On the Wylie Tibetan Transliteration page (original paper), it says:
Previous transcription schemes sought to split the difference with the result that they achieved neither goal perfectly. Wylie transliteration was designed to precisely transcribe Tibetan script as written, which led to its acceptance in academic and historical studies. It is not intended to represent the pronunciation of Tibetan words.
A google search for "what is the purpose of transliteration" reveals:
Transliteration is the process of transferring a word from the alphabet of one language to another. Transliteration helps people pronounce words and names in foreign languages. ... It changes the letters from the word's original alphabet to similar-sounding letters in a different one.
Those two answers are in conflict.
To me -- after looking at a few different transliterations -- it seems that transliterations exist because before there was computers it was hard to write and read the characters of the native language efficiently, so they used familiar symbols (latin letters) to "transliterate". But it seems that a good transliterator doesn't focus on pronunciation, but instead, does focus on perfect writing transcription or perfect copying of the letters so they can be recovered (because of the transliterators 1-to-1 mapping).
If this is the case -- that a good transliterator is one that doesn't focus on pronunciation but instead on writing transcription -- then why don't you just use a numeric code to represent every possible glyph in the native language? That is, why don't you just use some existing numeric code like Unicode! Which gives you the benefit that you can recover the original glyphs, but nowadays you can actually see the original writing on your laptop or phone because the fonts all now include it pretty much.
So my question is, is this correct? Were transliteration schemes created to solve the problem of manipulating a target language in easier to write and read (familiar) symbols, with the goal of perfect transcription of characters rather than sounds, because computers weren't present? Or was/were there some other reason(s)? Would it be advisable to use a transliteration scheme today, like the Wiley one? Or just go with Unicode? What is the benefit of one over the other? Are transliterations obsolete because of Unicode?
Of Sanskrit:
The International Alphabet of Sanskrit Transliteration (IAST) is a subset of the ISO 15919 standard, used for the transliteration of Sanskrit, Prakrit and Pāḷi into Roman script with diacritics. IAST is a widely used standard. It uses diacritics to disambiguate phonetically similar but not identical Sanskrit glyphs. For example, dental and retroflex consonants are disambiguated with an underdot: dental द=d and retroflex ड=ḍ. An important feature of IAST is that it is losslessly reversible,[citation needed] i.e., IAST transliteration may be converted to Devanāgarī or other South Asian scripts without ambiguity and with correct Devanāgarī spelling. Many Unicode fonts fully support IAST display and printing.
As a bonus question, what popular languages don't have a losslessly reversible transliteration scheme? It seems that Korean does not. Chinese seems too complicated I don't know. (Japanese, Mongolian, Russian, Telugu, Tamil, Thai, Cree, Georgian, Armenian, Amharic, Hebrew, Arabic, Persian, Avestan, Ancient Egyptian, Aramaic, Coptic, Gothic, Old English)
I ask because of this:
- Written form: exact replication of letters (unicode is best for this)
- Phonetic form: exact replication of sounds (IPA is best for this)
Which is why to get the best of both worlds, you can't have 1 language, you must have two.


*EXERCISE PROMPT*
Look through the records below for the line with "Find the location". Return that line and each one after it up to and including the line with "The image size is (748, 407).", exactly.
Top of DATA FOR THE TASK
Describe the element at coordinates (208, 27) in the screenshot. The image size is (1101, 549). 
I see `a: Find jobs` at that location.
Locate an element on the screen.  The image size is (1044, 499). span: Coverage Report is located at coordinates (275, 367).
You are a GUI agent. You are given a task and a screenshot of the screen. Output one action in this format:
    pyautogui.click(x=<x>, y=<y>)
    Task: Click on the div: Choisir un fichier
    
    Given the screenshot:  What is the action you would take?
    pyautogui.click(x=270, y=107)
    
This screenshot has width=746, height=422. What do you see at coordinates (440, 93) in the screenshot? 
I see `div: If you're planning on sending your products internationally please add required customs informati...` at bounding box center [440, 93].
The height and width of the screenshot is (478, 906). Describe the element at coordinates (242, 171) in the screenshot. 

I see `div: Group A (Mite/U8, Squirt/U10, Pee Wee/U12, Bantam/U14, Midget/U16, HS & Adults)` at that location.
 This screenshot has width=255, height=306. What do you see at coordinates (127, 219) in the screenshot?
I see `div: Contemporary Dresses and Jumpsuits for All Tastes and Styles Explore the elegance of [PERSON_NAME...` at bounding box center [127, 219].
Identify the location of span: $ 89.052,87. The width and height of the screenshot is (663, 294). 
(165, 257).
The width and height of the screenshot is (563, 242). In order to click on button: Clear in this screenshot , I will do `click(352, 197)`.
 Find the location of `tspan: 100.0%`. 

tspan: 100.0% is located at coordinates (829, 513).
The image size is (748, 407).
Bottom of DATA FOR THE TASK
Top of DATA FOR THE TASK
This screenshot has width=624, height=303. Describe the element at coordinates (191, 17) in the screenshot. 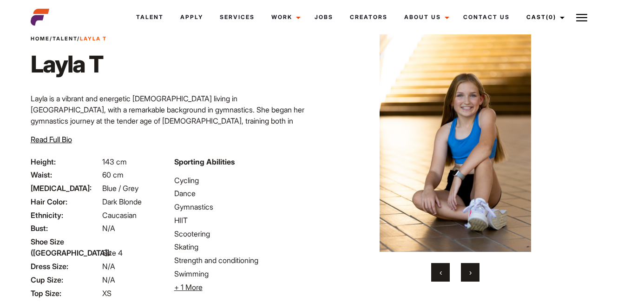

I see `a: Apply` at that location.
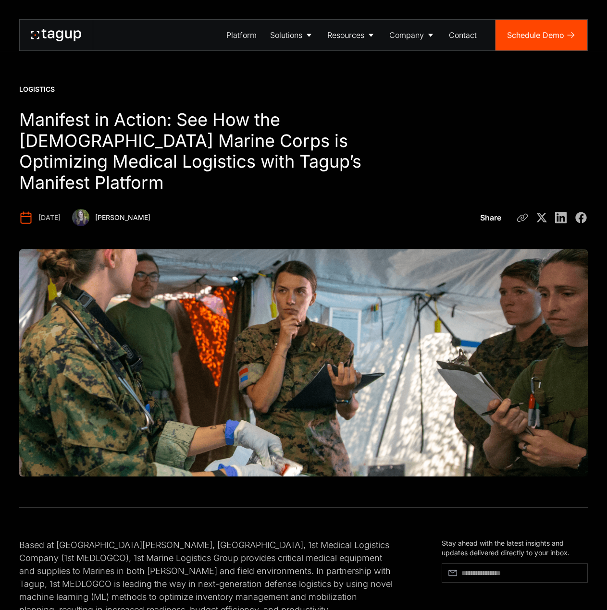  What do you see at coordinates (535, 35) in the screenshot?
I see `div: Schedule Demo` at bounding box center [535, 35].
Bottom of DATA FOR THE TASK
Top of DATA FOR THE TASK
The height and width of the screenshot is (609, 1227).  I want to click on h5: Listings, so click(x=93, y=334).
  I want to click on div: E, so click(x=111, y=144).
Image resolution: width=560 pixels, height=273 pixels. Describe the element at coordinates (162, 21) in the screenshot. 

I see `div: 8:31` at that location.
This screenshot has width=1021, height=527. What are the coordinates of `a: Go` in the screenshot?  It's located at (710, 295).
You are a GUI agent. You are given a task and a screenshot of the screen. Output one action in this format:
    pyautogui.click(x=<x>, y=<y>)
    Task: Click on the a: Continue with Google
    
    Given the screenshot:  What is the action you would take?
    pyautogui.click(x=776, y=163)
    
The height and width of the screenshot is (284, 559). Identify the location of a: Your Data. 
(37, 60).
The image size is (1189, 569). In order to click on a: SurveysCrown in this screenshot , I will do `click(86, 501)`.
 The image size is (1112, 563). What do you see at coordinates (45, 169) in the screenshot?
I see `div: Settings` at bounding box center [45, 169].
Bottom of DATA FOR THE TASK
*EXERCISE SOLUTION*
 Find the location of `tspan: 100.0%`. 

tspan: 100.0% is located at coordinates (829, 513).
The image size is (748, 407).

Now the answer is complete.